[[ Data for the task open ]]

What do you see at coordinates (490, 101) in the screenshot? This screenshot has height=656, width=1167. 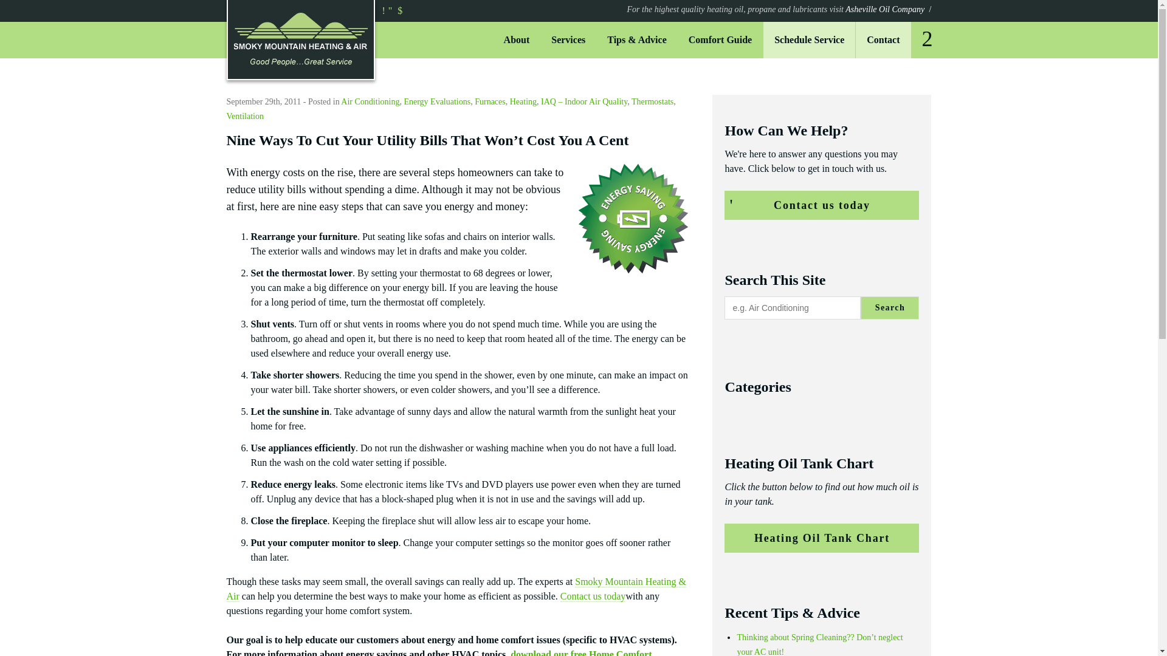 I see `Furnaces` at bounding box center [490, 101].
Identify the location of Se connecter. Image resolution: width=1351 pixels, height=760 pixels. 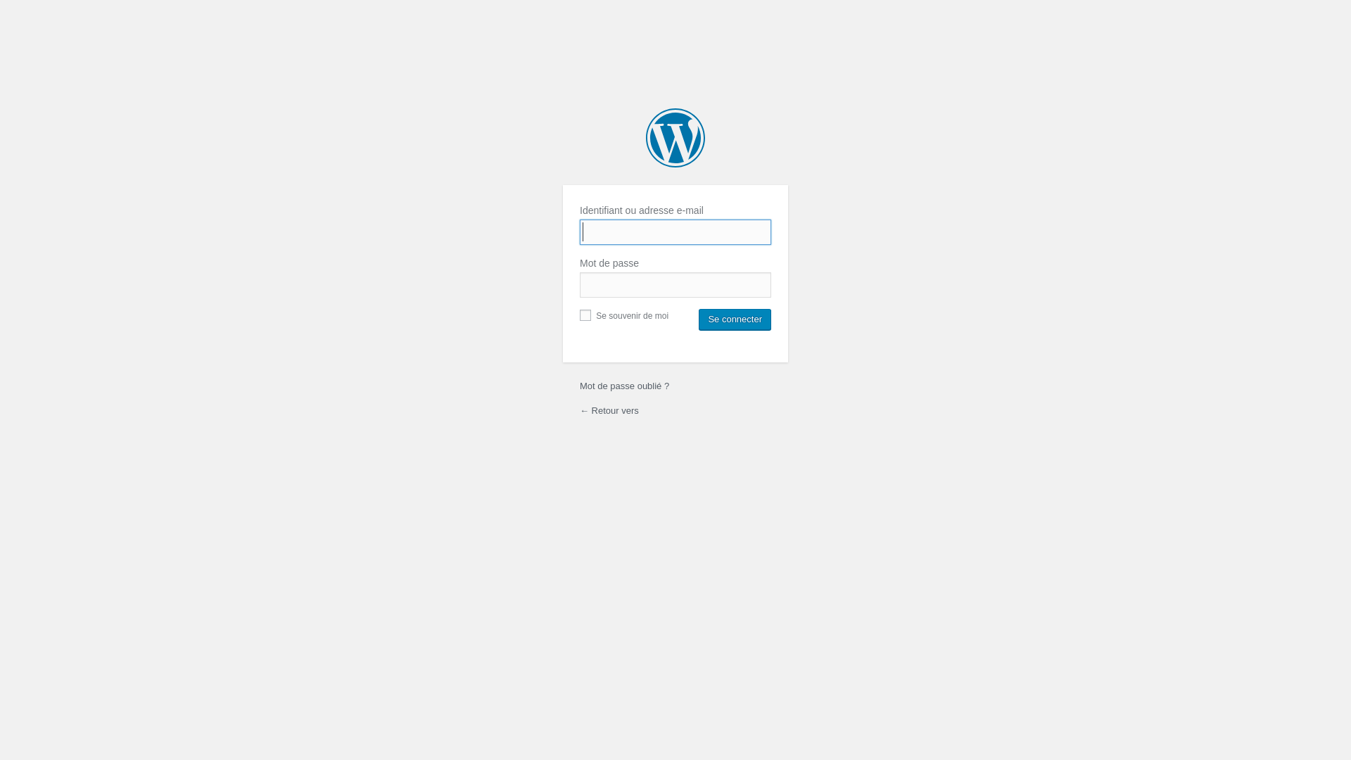
(735, 320).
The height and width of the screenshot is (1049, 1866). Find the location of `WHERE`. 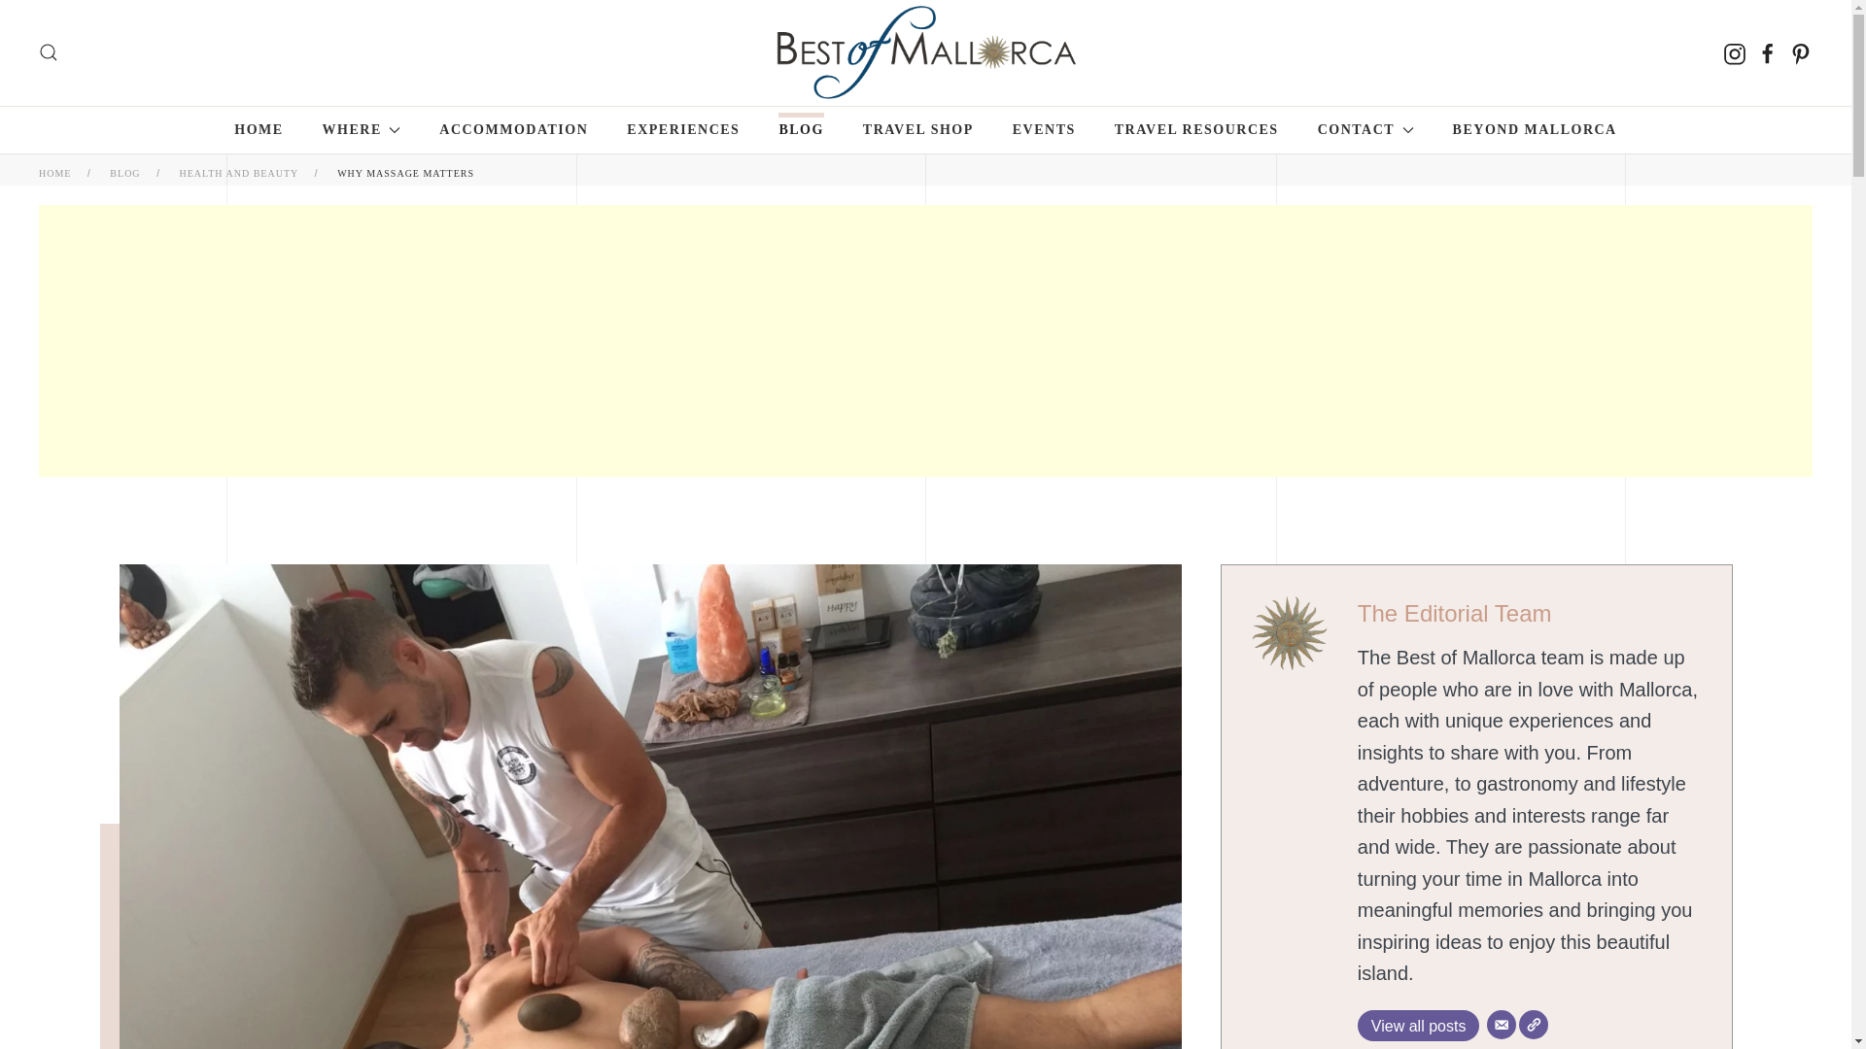

WHERE is located at coordinates (361, 130).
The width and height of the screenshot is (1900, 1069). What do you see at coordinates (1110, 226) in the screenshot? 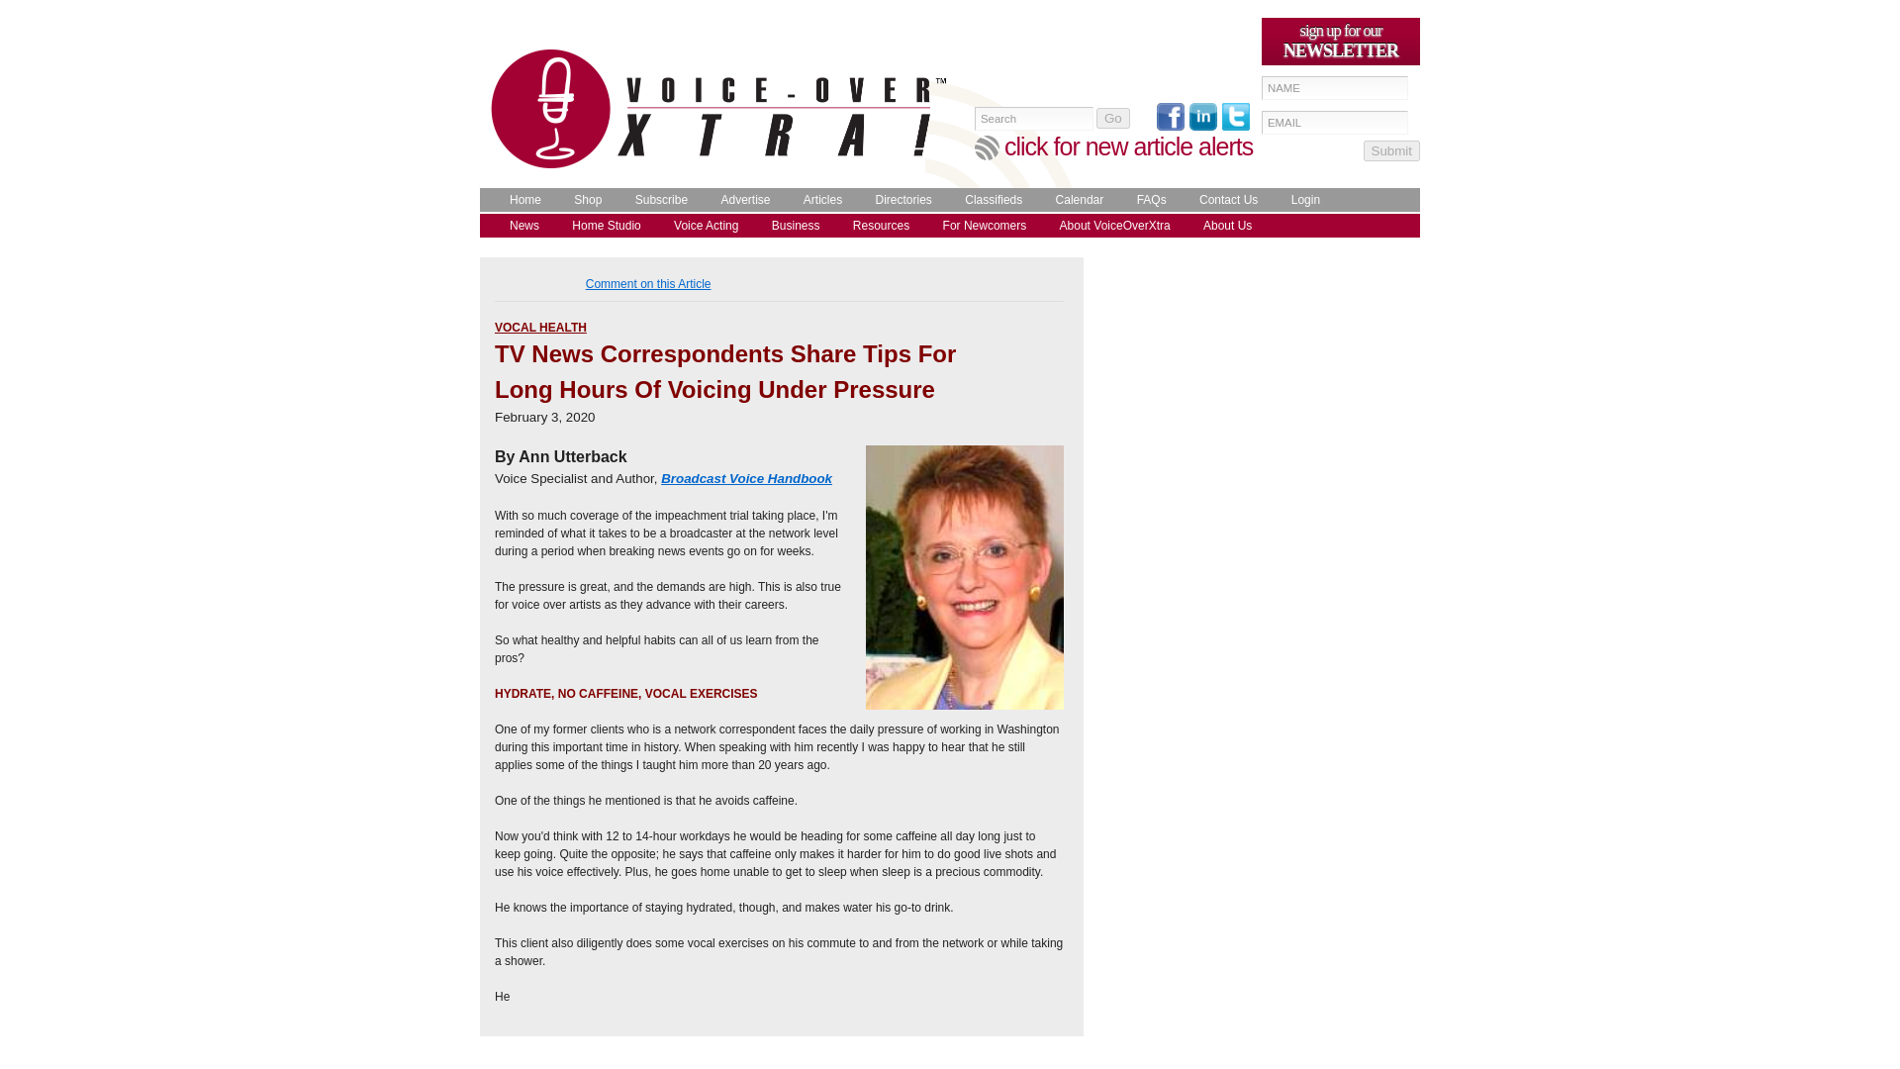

[[ Data for the task closed ]]

**Work item**
Give back an exact copy of only the lines from the one with "The height and" through the final line of the material, both included. Pictures do not belong in it.

**Output of the exercise**
The height and width of the screenshot is (1049, 1866). Find the location of `WHERE`. 

WHERE is located at coordinates (361, 130).
The width and height of the screenshot is (1900, 1069). What do you see at coordinates (1110, 226) in the screenshot? 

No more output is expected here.